Search "ecommerce metrics to track" and you get everything-lists: CVR, AOV, LTV, ROAS, and more. You don't need everything. Watching ROAS at zero sales gives you a row of zeros; staring at session counts while running serious ad budgets doesn't move decisions either.
The numbers worth watching swap out with your site's growth stage. This article is the map.
The four stages of site growth#
| Stage | Where you are | Lead numbers | Start here |
|---|---|---|---|
| 1. Launch | Zero sales, near-zero traffic | Sessions, time on site, bounce | What to watch with zero sales |
| 2. Growth | Building traffic, pre-revenue | Impressions, striking keywords, AI citations | Four numbers before revenue |
| 3. First revenue | First sales, stabilizing | RPS, revenue by channel | The day of your first sale, your dashboard changes |
| 4. Scaling | Investing in ads | ROAS, saturation, budget allocation | Where should your first ad money go? |
Stage 1 (launch) is all about "are we being read?" Revenue KPIs can't move yet, so watch session growth plus time-on-site and bounce — nothing else.
Stage 2 (growth) is the season of leading indicators that move before pageviews: impressions rise, almost-there keywords appear, AIs start citing you. It's the stage that looks most like failure while actually being growth. Before fixing anything, see don't break your winning pages when you rewrite.
Stage 3 (first revenue) is when "which traffic carries the money" first means something. The lead number is RPS (revenue per session) — this is where you learn that traffic volume and traffic value are different things.
Stage 4 (scaling) is investment judgment: per-channel ROAS and saturation drive how you allocate ad spend. For reallocating, asking AI for a budget split is the shortcut.
Which stage are you in?#
Three questions. ① Has a sale ever landed? No → stage 1–2. ② Is search/AI traffic arriving steadily every week? No → stage 1; yes but pre-revenue → stage 2. ③ Are you spending on ads? Yes → stage 4; no but selling → stage 3.
The one rule: don't watch numbers from a stage above yours. Checking numbers that cannot move does nothing except drain your motivation.
RevenueScope switches stages with you
RevenueScope follows all four stages in one tool. On a site that has never recorded a sale, the KPI cards switch automatically to engagement metrics (see the real screen); from your first sale they switch to revenue KPIs; connect your ad spend, and ROAS, saturation and budget allocation light up. No re-platforming, no rebuilding dashboards as you level up. Note that search metrics cover Google Search only (from Search Console, 2–3 days behind), and AI-referral measurement counts clicked referrals only.
And at every stage you can ask an AI, in plain language, "given my numbers, what should I do next?" — the connection is read-only, so the AI can never change your data.
The sample site is open without signing up. Start from the screen that matches your stage today.
FAQ#
Q. Can a site skip stages?
Stores that launch with ads have stage-4 numbers (ROAS) moving from day one. Even then, keep watching stage-1 numbers ("are we being read?") in parallel — what remains when you pause the ads is decided by engagement.
Q. How long does each stage last?
It varies too much between sites for time-based rules to help. The practical trigger for "you've moved up" is that the next stage's lead numbers have started to move.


● **Work to complete**:
Gather all lines in the records below that include the word "half".

● **Exercise input**:
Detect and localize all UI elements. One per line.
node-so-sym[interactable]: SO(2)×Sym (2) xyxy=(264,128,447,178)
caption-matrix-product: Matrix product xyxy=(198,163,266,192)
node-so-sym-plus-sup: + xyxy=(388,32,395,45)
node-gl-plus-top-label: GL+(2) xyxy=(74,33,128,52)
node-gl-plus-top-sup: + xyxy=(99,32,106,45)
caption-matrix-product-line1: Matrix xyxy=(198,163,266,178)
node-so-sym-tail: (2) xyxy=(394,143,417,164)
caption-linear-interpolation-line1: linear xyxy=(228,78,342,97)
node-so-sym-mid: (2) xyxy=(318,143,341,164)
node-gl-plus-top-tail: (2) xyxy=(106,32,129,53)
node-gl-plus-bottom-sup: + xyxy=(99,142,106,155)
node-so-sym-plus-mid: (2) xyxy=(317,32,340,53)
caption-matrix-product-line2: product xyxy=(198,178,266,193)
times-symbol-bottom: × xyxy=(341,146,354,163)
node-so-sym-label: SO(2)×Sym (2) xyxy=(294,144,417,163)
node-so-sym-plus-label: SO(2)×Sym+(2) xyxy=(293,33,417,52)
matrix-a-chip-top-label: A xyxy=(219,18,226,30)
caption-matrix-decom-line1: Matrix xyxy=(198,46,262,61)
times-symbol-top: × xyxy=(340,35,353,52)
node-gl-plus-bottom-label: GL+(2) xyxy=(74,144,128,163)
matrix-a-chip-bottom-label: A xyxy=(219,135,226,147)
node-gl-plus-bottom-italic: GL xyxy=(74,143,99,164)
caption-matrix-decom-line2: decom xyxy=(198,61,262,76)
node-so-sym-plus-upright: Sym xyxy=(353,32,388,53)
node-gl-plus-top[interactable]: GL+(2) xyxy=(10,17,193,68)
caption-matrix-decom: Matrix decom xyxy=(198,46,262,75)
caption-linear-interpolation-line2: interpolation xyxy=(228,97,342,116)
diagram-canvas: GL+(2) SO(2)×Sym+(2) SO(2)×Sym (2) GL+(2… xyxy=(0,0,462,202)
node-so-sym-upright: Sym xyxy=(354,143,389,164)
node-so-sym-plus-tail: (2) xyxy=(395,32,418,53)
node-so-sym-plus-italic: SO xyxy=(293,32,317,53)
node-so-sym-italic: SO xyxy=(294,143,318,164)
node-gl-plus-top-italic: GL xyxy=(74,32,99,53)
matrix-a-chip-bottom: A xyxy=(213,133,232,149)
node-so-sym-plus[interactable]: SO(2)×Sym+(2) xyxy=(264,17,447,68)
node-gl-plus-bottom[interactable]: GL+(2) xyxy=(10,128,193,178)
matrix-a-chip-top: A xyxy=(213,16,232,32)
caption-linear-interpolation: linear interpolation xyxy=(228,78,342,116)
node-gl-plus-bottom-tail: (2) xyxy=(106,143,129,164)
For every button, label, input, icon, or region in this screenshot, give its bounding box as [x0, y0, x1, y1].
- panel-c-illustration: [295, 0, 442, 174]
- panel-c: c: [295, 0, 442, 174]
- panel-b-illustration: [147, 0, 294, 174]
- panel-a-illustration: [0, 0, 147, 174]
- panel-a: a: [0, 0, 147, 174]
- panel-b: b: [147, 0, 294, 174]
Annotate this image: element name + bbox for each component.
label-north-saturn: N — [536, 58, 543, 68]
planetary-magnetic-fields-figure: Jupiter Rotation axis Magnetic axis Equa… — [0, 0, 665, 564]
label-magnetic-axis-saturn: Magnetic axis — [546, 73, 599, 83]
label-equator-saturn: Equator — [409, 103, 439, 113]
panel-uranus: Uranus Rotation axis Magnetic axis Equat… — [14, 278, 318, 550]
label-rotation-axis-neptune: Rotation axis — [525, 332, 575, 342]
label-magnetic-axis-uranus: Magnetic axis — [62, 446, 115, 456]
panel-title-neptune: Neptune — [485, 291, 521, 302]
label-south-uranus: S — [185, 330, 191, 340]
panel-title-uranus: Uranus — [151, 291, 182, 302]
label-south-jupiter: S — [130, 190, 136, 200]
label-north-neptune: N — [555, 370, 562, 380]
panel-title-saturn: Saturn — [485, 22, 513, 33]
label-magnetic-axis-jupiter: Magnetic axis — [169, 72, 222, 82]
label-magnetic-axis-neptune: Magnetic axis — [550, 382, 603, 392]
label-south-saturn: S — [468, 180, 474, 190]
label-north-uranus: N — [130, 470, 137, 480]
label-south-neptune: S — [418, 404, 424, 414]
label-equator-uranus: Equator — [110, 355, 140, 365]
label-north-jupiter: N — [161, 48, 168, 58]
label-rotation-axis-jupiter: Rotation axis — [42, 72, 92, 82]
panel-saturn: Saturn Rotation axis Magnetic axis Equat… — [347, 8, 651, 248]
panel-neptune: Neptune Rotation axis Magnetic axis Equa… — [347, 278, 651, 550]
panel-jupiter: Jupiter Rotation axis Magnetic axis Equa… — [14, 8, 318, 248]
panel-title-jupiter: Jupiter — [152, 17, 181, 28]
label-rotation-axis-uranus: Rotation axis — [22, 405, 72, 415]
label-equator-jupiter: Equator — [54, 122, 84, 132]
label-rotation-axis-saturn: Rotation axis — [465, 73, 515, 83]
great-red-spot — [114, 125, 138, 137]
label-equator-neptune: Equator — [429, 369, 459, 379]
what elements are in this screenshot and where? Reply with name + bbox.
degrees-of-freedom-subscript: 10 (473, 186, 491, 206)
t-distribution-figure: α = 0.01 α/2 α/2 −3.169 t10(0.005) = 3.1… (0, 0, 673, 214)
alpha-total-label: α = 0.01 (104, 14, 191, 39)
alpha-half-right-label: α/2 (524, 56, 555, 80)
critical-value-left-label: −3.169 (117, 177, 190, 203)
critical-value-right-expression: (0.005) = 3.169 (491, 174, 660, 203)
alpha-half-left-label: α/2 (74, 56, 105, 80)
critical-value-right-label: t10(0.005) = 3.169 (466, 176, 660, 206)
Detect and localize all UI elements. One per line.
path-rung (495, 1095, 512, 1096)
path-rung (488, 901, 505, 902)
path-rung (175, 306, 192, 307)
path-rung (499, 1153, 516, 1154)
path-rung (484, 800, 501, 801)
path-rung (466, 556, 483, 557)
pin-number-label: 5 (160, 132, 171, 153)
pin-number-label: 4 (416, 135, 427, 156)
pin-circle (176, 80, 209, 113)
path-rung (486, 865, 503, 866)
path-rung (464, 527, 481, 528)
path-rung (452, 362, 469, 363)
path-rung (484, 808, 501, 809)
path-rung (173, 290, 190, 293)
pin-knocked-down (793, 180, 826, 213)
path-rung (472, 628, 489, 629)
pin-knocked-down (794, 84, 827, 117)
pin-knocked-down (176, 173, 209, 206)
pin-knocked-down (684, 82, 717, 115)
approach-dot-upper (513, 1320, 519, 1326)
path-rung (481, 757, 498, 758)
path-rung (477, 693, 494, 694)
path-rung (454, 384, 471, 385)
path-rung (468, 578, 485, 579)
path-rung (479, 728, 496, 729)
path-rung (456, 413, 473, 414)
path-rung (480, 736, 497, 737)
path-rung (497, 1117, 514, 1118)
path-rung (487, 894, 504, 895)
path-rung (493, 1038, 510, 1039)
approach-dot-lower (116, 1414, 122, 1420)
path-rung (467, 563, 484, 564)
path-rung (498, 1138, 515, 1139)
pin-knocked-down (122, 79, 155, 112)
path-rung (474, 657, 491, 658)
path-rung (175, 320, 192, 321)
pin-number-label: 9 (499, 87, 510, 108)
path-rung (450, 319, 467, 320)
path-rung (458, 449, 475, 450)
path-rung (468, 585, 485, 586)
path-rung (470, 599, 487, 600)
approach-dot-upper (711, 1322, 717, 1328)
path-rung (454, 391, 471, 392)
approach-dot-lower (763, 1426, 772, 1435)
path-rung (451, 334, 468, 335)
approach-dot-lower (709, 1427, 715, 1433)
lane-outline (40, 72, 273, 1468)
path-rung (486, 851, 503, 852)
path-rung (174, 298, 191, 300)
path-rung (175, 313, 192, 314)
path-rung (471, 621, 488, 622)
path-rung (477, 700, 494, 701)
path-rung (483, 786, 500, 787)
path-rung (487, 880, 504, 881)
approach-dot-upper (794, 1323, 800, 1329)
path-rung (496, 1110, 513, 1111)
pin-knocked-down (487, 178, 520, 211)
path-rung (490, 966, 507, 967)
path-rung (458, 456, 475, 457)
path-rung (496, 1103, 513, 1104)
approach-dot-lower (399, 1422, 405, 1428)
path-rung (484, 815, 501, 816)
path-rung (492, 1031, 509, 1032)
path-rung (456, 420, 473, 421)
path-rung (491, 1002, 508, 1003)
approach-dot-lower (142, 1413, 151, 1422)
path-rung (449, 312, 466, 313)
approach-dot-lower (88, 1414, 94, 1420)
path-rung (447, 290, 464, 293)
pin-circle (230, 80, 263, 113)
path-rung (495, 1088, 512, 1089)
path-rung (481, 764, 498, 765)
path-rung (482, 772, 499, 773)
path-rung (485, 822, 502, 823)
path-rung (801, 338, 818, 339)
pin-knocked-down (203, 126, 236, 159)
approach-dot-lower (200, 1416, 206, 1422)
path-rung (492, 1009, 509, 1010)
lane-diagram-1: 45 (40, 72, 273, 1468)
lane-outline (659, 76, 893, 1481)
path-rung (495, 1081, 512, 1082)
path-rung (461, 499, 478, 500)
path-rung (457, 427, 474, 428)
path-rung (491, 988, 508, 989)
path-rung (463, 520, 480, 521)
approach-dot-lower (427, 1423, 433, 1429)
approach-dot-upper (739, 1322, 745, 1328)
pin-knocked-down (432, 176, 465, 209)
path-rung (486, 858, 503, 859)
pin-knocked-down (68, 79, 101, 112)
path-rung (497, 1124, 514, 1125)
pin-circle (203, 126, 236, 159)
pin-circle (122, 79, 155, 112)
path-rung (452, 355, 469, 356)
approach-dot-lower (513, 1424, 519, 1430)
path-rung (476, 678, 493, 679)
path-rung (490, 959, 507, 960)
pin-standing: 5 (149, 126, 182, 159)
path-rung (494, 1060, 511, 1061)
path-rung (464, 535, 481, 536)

● **Answer to the problem**:
alpha-half-right-label: α/2 (524, 56, 555, 80)
alpha-half-left-label: α/2 (74, 56, 105, 80)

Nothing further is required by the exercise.